It would be too easy to celebrate Akala for bridging the gap between hip hop culture and the intelligentsia. Cockney rapper, poet, Shakespearean, lecturer, activist, colleague of Ian McKellan and of Kabaka Pyramid – Akala is often set apart for combining his shrewd intellect with underground music. But he has taken great pains throughout his career to show us that hip hop is in itself intelligent. As he showed us in his documentary Life of Rhyme, hip hop is lyrical. It makes use of complex rhythm and rhyme schemes, has a rich political and social history, and more than warrants being studied as a contemporary form of poetry.

What Akala should be celebrated for is having spent the past decade pushing socially conscious hip-hop into mainstream culture. Rather than following the gun-worship and bravado of some American rappers, Akala’s lyrics cover racism, class, sexism, capitalism, and war. All this whilst appearing on Channel 4 and the BBC, where white privilege cannot hide from his sharp criticisms and powerful poetry.

The 10 Years of Akala tour is a memorable testimony to that. The setlist in itself is a great survey of Akala’s attacks on discrimination and neo-colonialism. It features hard-hitting tracks like Murder Runs the Globe, Peace, and Let It All Happen – the last taken from The Thieves Banquet, Akala’s adaptation of Ngugi wa Thiong’o’s novel Devil on the Cross. There is room for Akala’s tongue-in-cheek side too when his alter ego Pompous Peterson appears, an aristocratic parody here to teach us how to be an “utter s***”. Akala delivers each poem with a flair that his fans have come to know and love – it is difficult to fault the ease with which he spits bars.

Accompanying Akala’s set is a vast collage of video clips. Some are his music videos, interviews and lectures, many of which contain subtitles so we can see Akala’s vast vocabulary, on-point social commentary, and poetic skill evidenced on the screen. Other clips are more miscellaneous. Fritz Lang’s Metropolis and Charlie Chaplin’s final speech in The Great Dictator are featured, perhaps referencing the class rifts inside urban London and the endless wars that get in the way of global equality.

It is heartening to see Akala, half-Scottish himself, supporting Scottish rap artists as well. He recommends hip hop staple Young Fathers and features Shogun, Scotland’s newest grime artist, as his opening act. Shogun live makes an impressive MC, running off lines at an incredible speed. It is noticeable at times that his meter does not quite match his backing track. Separately they sound great, but together need a little more synthesis. This perhaps is to be expected from a new artist – Shogun himself admits that he is still working on his craft.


§ ACTION ITEM:
For this exercise, output every line of the data as it stands.

§ EXTRACTED INFORMATION:

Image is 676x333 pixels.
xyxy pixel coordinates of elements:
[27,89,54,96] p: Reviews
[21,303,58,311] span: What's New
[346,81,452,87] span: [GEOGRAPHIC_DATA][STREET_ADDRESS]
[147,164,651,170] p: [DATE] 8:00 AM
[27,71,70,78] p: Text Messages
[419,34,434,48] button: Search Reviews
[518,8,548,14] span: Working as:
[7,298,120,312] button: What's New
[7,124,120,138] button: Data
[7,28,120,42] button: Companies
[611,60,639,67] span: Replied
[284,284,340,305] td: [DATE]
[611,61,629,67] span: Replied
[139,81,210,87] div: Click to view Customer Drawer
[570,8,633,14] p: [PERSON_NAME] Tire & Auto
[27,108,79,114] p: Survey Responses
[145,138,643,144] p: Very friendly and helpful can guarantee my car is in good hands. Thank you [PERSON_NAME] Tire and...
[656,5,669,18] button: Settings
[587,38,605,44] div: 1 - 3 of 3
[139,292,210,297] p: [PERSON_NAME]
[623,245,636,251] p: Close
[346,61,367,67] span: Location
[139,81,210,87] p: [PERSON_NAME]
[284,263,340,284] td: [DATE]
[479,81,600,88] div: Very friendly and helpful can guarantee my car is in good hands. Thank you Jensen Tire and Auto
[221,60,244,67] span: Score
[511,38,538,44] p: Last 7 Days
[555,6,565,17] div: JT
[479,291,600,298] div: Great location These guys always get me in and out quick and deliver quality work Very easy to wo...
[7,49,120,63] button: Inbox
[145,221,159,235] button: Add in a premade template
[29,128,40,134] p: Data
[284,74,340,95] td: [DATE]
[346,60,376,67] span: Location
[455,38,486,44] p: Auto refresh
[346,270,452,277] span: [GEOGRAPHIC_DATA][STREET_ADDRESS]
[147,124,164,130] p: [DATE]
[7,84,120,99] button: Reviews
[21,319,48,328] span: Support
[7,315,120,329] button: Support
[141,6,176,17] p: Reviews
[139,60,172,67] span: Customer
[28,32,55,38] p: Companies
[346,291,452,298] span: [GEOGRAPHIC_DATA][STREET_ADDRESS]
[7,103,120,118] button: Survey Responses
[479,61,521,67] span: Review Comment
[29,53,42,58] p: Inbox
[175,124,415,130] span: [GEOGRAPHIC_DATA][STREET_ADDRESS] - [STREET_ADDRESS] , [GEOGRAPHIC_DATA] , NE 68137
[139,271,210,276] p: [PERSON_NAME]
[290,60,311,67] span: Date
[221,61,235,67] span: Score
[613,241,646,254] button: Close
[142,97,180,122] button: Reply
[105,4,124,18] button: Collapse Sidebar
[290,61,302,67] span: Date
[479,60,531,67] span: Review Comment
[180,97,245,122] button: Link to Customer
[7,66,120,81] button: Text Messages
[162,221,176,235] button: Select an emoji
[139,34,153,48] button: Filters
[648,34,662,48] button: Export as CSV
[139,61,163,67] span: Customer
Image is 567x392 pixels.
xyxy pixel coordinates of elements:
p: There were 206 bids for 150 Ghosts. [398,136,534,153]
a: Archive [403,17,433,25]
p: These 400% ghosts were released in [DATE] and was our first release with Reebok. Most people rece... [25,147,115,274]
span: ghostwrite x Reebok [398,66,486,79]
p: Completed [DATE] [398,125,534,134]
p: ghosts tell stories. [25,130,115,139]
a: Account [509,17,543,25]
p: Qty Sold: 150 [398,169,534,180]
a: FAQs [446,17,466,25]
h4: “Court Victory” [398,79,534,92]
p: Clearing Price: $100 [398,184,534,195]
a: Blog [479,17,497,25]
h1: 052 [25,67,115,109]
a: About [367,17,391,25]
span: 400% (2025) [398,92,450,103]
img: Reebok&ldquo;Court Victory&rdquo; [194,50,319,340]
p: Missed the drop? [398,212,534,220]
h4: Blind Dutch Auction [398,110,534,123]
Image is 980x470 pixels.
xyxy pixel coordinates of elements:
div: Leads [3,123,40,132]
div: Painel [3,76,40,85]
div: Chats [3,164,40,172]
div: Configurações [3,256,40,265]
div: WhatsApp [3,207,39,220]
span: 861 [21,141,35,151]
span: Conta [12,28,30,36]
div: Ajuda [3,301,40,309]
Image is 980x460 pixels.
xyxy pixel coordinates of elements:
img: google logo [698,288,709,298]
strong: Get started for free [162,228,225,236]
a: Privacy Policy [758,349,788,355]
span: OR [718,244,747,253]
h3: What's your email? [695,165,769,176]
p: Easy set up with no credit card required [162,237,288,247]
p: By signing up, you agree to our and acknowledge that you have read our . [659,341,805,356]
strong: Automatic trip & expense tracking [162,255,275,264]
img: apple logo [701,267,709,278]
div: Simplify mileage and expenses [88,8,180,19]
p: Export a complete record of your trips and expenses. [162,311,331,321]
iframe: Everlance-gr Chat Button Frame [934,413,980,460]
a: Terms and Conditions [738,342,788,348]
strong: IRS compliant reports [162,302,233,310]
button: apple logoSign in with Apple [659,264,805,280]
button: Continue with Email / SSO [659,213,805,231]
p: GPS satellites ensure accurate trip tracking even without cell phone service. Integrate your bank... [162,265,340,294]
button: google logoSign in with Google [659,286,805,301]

§ WRITTEN SOLUTION:
Image is 676x333 pixels.
xyxy pixel coordinates of elements:
[27,89,54,96] p: Reviews
[21,303,58,311] span: What's New
[346,81,452,87] span: [GEOGRAPHIC_DATA][STREET_ADDRESS]
[147,164,651,170] p: [DATE] 8:00 AM
[27,71,70,78] p: Text Messages
[419,34,434,48] button: Search Reviews
[518,8,548,14] span: Working as:
[7,298,120,312] button: What's New
[7,124,120,138] button: Data
[7,28,120,42] button: Companies
[611,60,639,67] span: Replied
[284,284,340,305] td: [DATE]
[611,61,629,67] span: Replied
[139,81,210,87] div: Click to view Customer Drawer
[570,8,633,14] p: [PERSON_NAME] Tire & Auto
[27,108,79,114] p: Survey Responses
[145,138,643,144] p: Very friendly and helpful can guarantee my car is in good hands. Thank you [PERSON_NAME] Tire and...
[656,5,669,18] button: Settings
[587,38,605,44] div: 1 - 3 of 3
[139,292,210,297] p: [PERSON_NAME]
[623,245,636,251] p: Close
[346,61,367,67] span: Location
[139,81,210,87] p: [PERSON_NAME]
[284,263,340,284] td: [DATE]
[479,81,600,88] div: Very friendly and helpful can guarantee my car is in good hands. Thank you Jensen Tire and Auto
[221,60,244,67] span: Score
[511,38,538,44] p: Last 7 Days
[555,6,565,17] div: JT
[479,291,600,298] div: Great location These guys always get me in and out quick and deliver quality work Very easy to wo...
[7,49,120,63] button: Inbox
[145,221,159,235] button: Add in a premade template
[29,128,40,134] p: Data
[284,74,340,95] td: [DATE]
[346,60,376,67] span: Location
[455,38,486,44] p: Auto refresh
[346,270,452,277] span: [GEOGRAPHIC_DATA][STREET_ADDRESS]
[147,124,164,130] p: [DATE]
[7,84,120,99] button: Reviews
[21,319,48,328] span: Support
[7,315,120,329] button: Support
[141,6,176,17] p: Reviews
[139,60,172,67] span: Customer
[28,32,55,38] p: Companies
[346,291,452,298] span: [GEOGRAPHIC_DATA][STREET_ADDRESS]
[7,103,120,118] button: Survey Responses
[479,61,521,67] span: Review Comment
[29,53,42,58] p: Inbox
[175,124,415,130] span: [GEOGRAPHIC_DATA][STREET_ADDRESS] - [STREET_ADDRESS] , [GEOGRAPHIC_DATA] , NE 68137
[139,271,210,276] p: [PERSON_NAME]
[290,60,311,67] span: Date
[221,61,235,67] span: Score
[613,241,646,254] button: Close
[142,97,180,122] button: Reply
[105,4,124,18] button: Collapse Sidebar
[290,61,302,67] span: Date
[479,60,531,67] span: Review Comment
[180,97,245,122] button: Link to Customer
[7,66,120,81] button: Text Messages
[162,221,176,235] button: Select an emoji
[139,34,153,48] button: Filters
[648,34,662,48] button: Export as CSV
[139,61,163,67] span: Customer
Image is 567x392 pixels.
xyxy pixel coordinates of elements:
p: There were 206 bids for 150 Ghosts. [398,136,534,153]
a: Archive [403,17,433,25]
p: These 400% ghosts were released in [DATE] and was our first release with Reebok. Most people rece... [25,147,115,274]
span: ghostwrite x Reebok [398,66,486,79]
p: Completed [DATE] [398,125,534,134]
p: ghosts tell stories. [25,130,115,139]
a: Account [509,17,543,25]
p: Qty Sold: 150 [398,169,534,180]
a: FAQs [446,17,466,25]
h4: “Court Victory” [398,79,534,92]
p: Clearing Price: $100 [398,184,534,195]
a: Blog [479,17,497,25]
h1: 052 [25,67,115,109]
a: About [367,17,391,25]
span: 400% (2025) [398,92,450,103]
img: Reebok&ldquo;Court Victory&rdquo; [194,50,319,340]
p: Missed the drop? [398,212,534,220]
h4: Blind Dutch Auction [398,110,534,123]
Image is 980x470 pixels.
xyxy pixel coordinates of elements:
div: Leads [3,123,40,132]
div: Painel [3,76,40,85]
div: Chats [3,164,40,172]
div: Configurações [3,256,40,265]
div: WhatsApp [3,207,39,220]
span: 861 [21,141,35,151]
span: Conta [12,28,30,36]
div: Ajuda [3,301,40,309]
Image is 980x460 pixels.
xyxy pixel coordinates of elements:
img: google logo [698,288,709,298]
strong: Get started for free [162,228,225,236]
a: Privacy Policy [758,349,788,355]
span: OR [718,244,747,253]
h3: What's your email? [695,165,769,176]
p: Easy set up with no credit card required [162,237,288,247]
p: By signing up, you agree to our and acknowledge that you have read our . [659,341,805,356]
strong: Automatic trip & expense tracking [162,255,275,264]
img: apple logo [701,267,709,278]
div: Simplify mileage and expenses [88,8,180,19]
p: Export a complete record of your trips and expenses. [162,311,331,321]
iframe: Everlance-gr Chat Button Frame [934,413,980,460]
a: Terms and Conditions [738,342,788,348]
strong: IRS compliant reports [162,302,233,310]
button: apple logoSign in with Apple [659,264,805,280]
button: Continue with Email / SSO [659,213,805,231]
p: GPS satellites ensure accurate trip tracking even without cell phone service. Integrate your bank... [162,265,340,294]
button: google logoSign in with Google [659,286,805,301]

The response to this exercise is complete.